Closed wjadvos closed 5 years ago
There is no randomness in the DeepFool attack. Could you post a minimum example and the exact values?
Ow yeah, now I see.. I'm sorry, there is a mistake in my code, where the randomness could come from. I am looking for a minimal adverserial example (with smallest possible L2 norm). To what degree can I assume that the norm of the attacks in the foolbox corresponds to the smallest possible perturbation to flip the classification (for example for the deepfoolattack)?
Basically all attacks in Foolbox are written such that the minimal perturbation possible under this attack is returned.
So if I want the minimal possible attack adverserial attack tout-cours (to state it precise: the input with the smallest L2 difference from the original input that changes the classification), I should run the different algorhytms then take the minimum?
Exactly! Check out our recent paper that demonstrates how I personally believe a good robustness evaluation should look like: https://arxiv.org/abs/1805.09190
Thanks a lot! but I should mention: I am not looking to evaluate the robustness of the the model, but rather the robustness of a single classification of the model (which put higher demands on the output of these algorhytms to be close to the smallest adverserial perturbation)
The same reasoning holds ;-). Good luck!
When I run the same code multiple times, I get different values for the L2 norm of the adverserial attack (using deepfoolattack (L2 norm). However, when I do this in a for loop, I get the same values. I looked in the source code how this randomness is generated, but I couldn't find it. Can anyone explain please?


◆ **HOW TO COMPLETE THIS TASK**:
Copies of all lines that contain "Count" are needed; take them from the data below.

◆ **RECORDS FOR THE TASK**:
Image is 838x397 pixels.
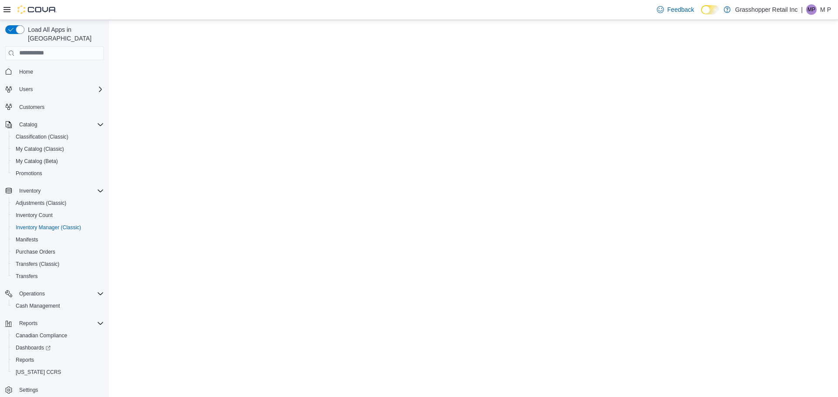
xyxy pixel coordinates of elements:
[801,4,802,15] p: |
[12,271,104,282] span: Transfers
[12,156,62,167] a: My Catalog (Beta)
[24,25,104,43] span: Load All Apps in [GEOGRAPHIC_DATA]
[9,342,107,354] a: Dashboards
[16,273,38,280] span: Transfers
[12,343,54,353] a: Dashboards
[19,86,33,93] span: Users
[12,168,46,179] a: Promotions
[16,357,34,364] span: Reports
[2,318,107,330] button: Reports
[16,102,48,113] a: Customers
[16,289,104,299] span: Operations
[735,4,797,15] p: Grasshopper Retail Inc
[16,102,104,113] span: Customers
[16,261,59,268] span: Transfers (Classic)
[9,354,107,366] button: Reports
[16,66,104,77] span: Home
[2,288,107,300] button: Operations
[12,355,38,366] a: Reports
[9,330,107,342] button: Canadian Compliance
[16,84,104,95] span: Users
[12,247,104,257] span: Purchase Orders
[12,343,104,353] span: Dashboards
[9,155,107,168] button: My Catalog (Beta)
[16,303,60,310] span: Cash Management
[9,234,107,246] button: Manifests
[12,247,59,257] a: Purchase Orders
[9,131,107,143] button: Classification (Classic)
[9,209,107,222] button: Inventory Count
[16,224,81,231] span: Inventory Manager (Classic)
[2,384,107,397] button: Settings
[16,249,55,256] span: Purchase Orders
[2,185,107,197] button: Inventory
[12,132,104,142] span: Classification (Classic)
[9,143,107,155] button: My Catalog (Classic)
[806,4,816,15] div: M P
[16,318,41,329] button: Reports
[653,1,697,18] a: Feedback
[12,222,85,233] a: Inventory Manager (Classic)
[16,158,58,165] span: My Catalog (Beta)
[12,198,104,209] span: Adjustments (Classic)
[12,144,68,154] a: My Catalog (Classic)
[12,144,104,154] span: My Catalog (Classic)
[16,289,48,299] button: Operations
[820,4,831,15] p: M P
[9,222,107,234] button: Inventory Manager (Classic)
[16,369,61,376] span: [US_STATE] CCRS
[807,4,815,15] span: MP
[12,259,63,270] a: Transfers (Classic)
[12,355,104,366] span: Reports
[16,200,66,207] span: Adjustments (Classic)
[16,345,51,352] span: Dashboards
[9,258,107,270] button: Transfers (Classic)
[19,320,38,327] span: Reports
[12,367,65,378] a: [US_STATE] CCRS
[16,318,104,329] span: Reports
[2,119,107,131] button: Catalog
[12,367,104,378] span: Washington CCRS
[12,210,104,221] span: Inventory Count
[12,271,41,282] a: Transfers
[9,366,107,379] button: [US_STATE] CCRS
[16,120,104,130] span: Catalog
[16,332,67,339] span: Canadian Compliance
[12,235,41,245] a: Manifests
[2,101,107,113] button: Customers
[16,120,41,130] button: Catalog
[19,387,38,394] span: Settings
[12,168,104,179] span: Promotions
[12,156,104,167] span: My Catalog (Beta)
[9,270,107,283] button: Transfers
[701,5,719,14] input: Dark Mode
[16,170,42,177] span: Promotions
[17,5,57,14] img: Cova
[16,212,53,219] span: Inventory Count
[19,188,41,195] span: Inventory
[19,68,33,75] span: Home
[16,133,68,140] span: Classification (Classic)
[12,331,104,341] span: Canadian Compliance
[19,121,37,128] span: Catalog
[16,146,64,153] span: My Catalog (Classic)
[16,186,104,196] span: Inventory
[12,301,63,311] a: Cash Management
[12,259,104,270] span: Transfers (Classic)
[16,236,38,243] span: Manifests
[12,132,72,142] a: Classification (Classic)
[12,301,104,311] span: Cash Management
[19,104,44,111] span: Customers
[16,84,36,95] button: Users
[2,65,107,78] button: Home
[2,83,107,96] button: Users
[9,168,107,180] button: Promotions
[12,331,71,341] a: Canadian Compliance
[9,197,107,209] button: Adjustments (Classic)
[16,67,37,77] a: Home
[12,222,104,233] span: Inventory Manager (Classic)
[16,385,41,396] a: Settings
[12,198,70,209] a: Adjustments (Classic)
[667,5,694,14] span: Feedback
[16,385,104,396] span: Settings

◆ **SOLUTION TO THE EXERCISE**:
[9,209,107,222] button: Inventory Count
[12,210,104,221] span: Inventory Count
[16,212,53,219] span: Inventory Count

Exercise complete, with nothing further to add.